In any case, she, too, is very detail oriented. And aside from it being most evident in her conversations, it's very evident in her writing, as well.

Remember when you were in school, Jewish day school or otherwise, and you went back after summer vacation or spring vacation, and had to write the expected piece: "What I Did On My Holiday" -- she does it, too. She did it after summer break, did it after Chanukah break, did it after mid-winter break and now had to write what she did on her two-week Pesach vacation. She has a journal in her English studies, and after school breaks or after school trips, or around Jewish holidays, she is supposed to write in her journal and accompany her entry with drawings.

Yesterday I asked A if I could look at what she'd written in her journal about her Pesach holidays. She gave me permission, and before I began to read the particular assigned entry, I looked back at a couple of earlier entries. I was pleased when the teacher commented on one: "Are you going to be a writer like your mom?"

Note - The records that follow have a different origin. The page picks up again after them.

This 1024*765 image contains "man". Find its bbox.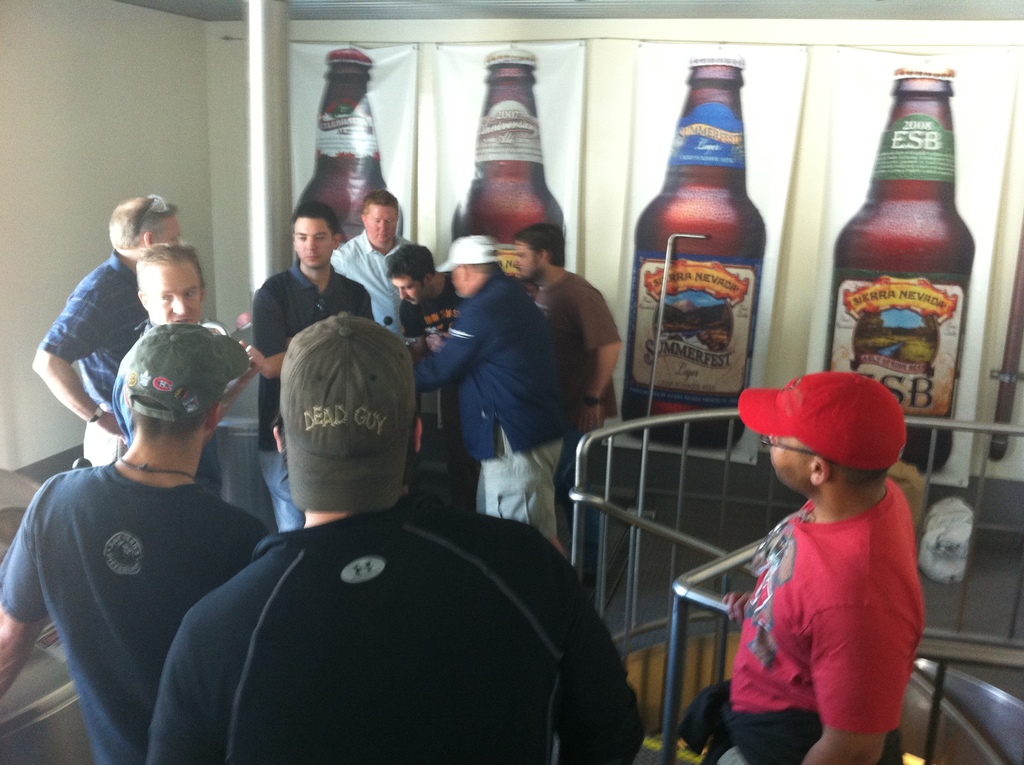
box=[514, 222, 620, 575].
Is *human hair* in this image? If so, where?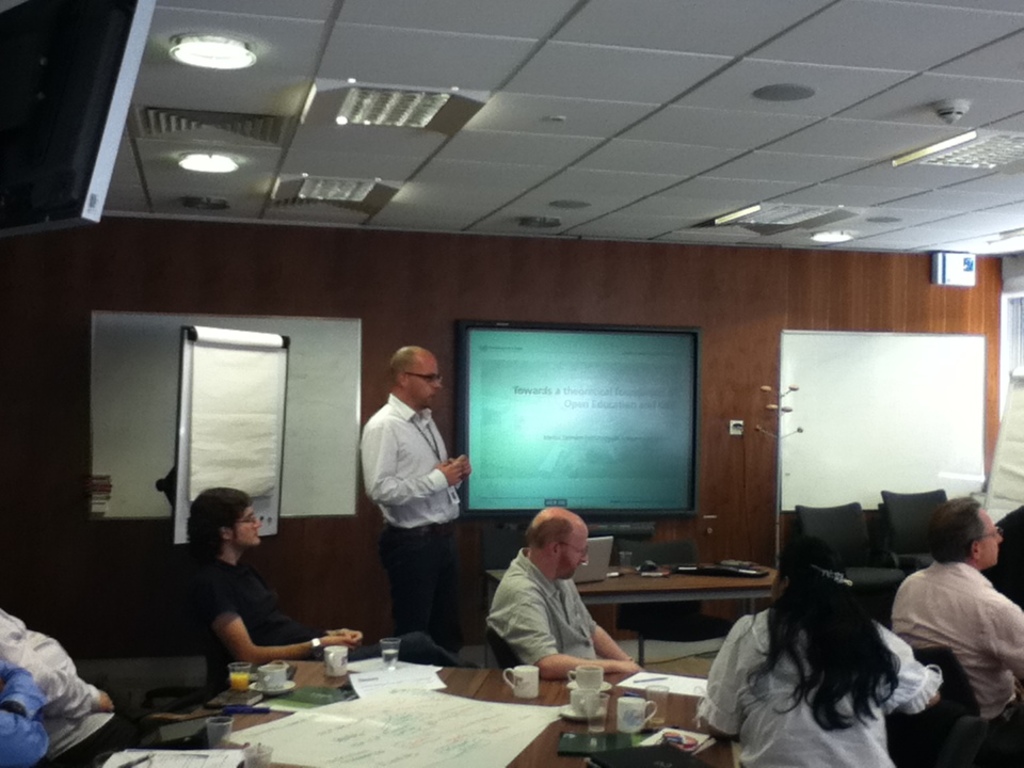
Yes, at x1=178 y1=499 x2=252 y2=583.
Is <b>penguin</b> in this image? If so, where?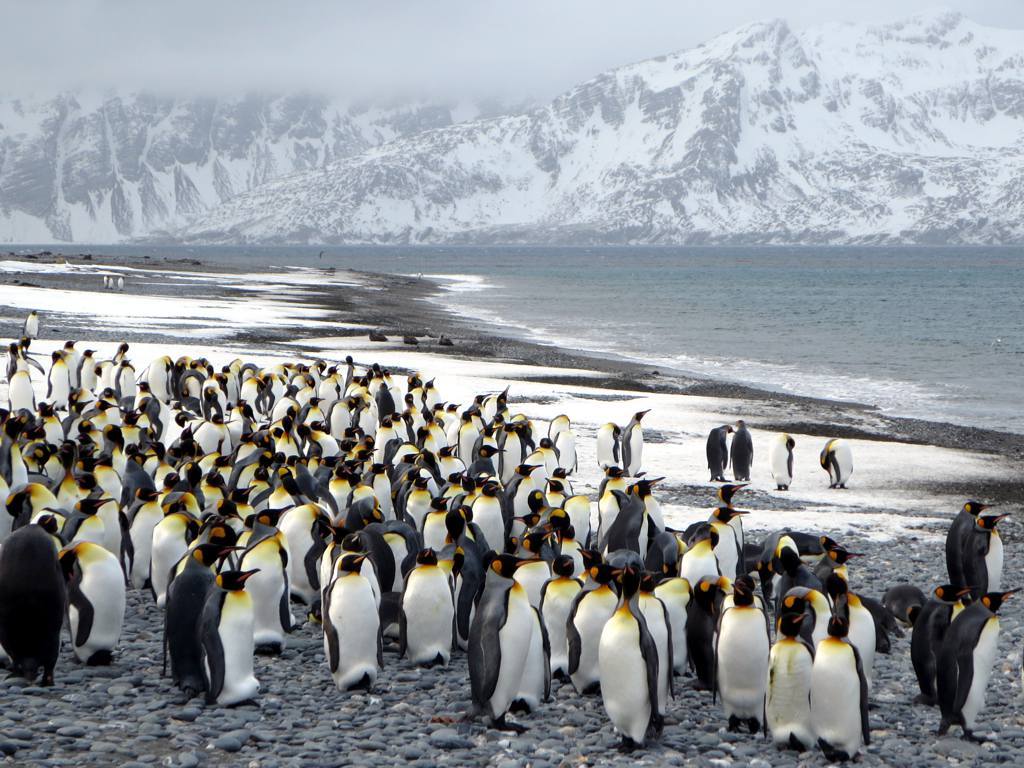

I then turned to read the Pesach entry. It was pretty much a play-by-play listing of the first days of the chag and who was at the seders we attended and hosted, and who she played with and what she played (Trivial Pursuit for Kids -- I recommend it highly. It's meant for age eight and up, but even my five-year-old can get answers right. It is multiple-choice answers)when it wasn't the seders. And which cousins and friends got to sleep over. And her closing sentence for the entry was: "And on Monday at 2:00 a.m. I barfed."

The hysterical laughter just erupted from me. She definitely had ended her piece on an "upbeat" note, in her matter-of-fact way. Yup, yup, yup, that's my daughter, folks. Giving her all to tell a story, and as Walter Cronkite would have said, "And that's the way it was!"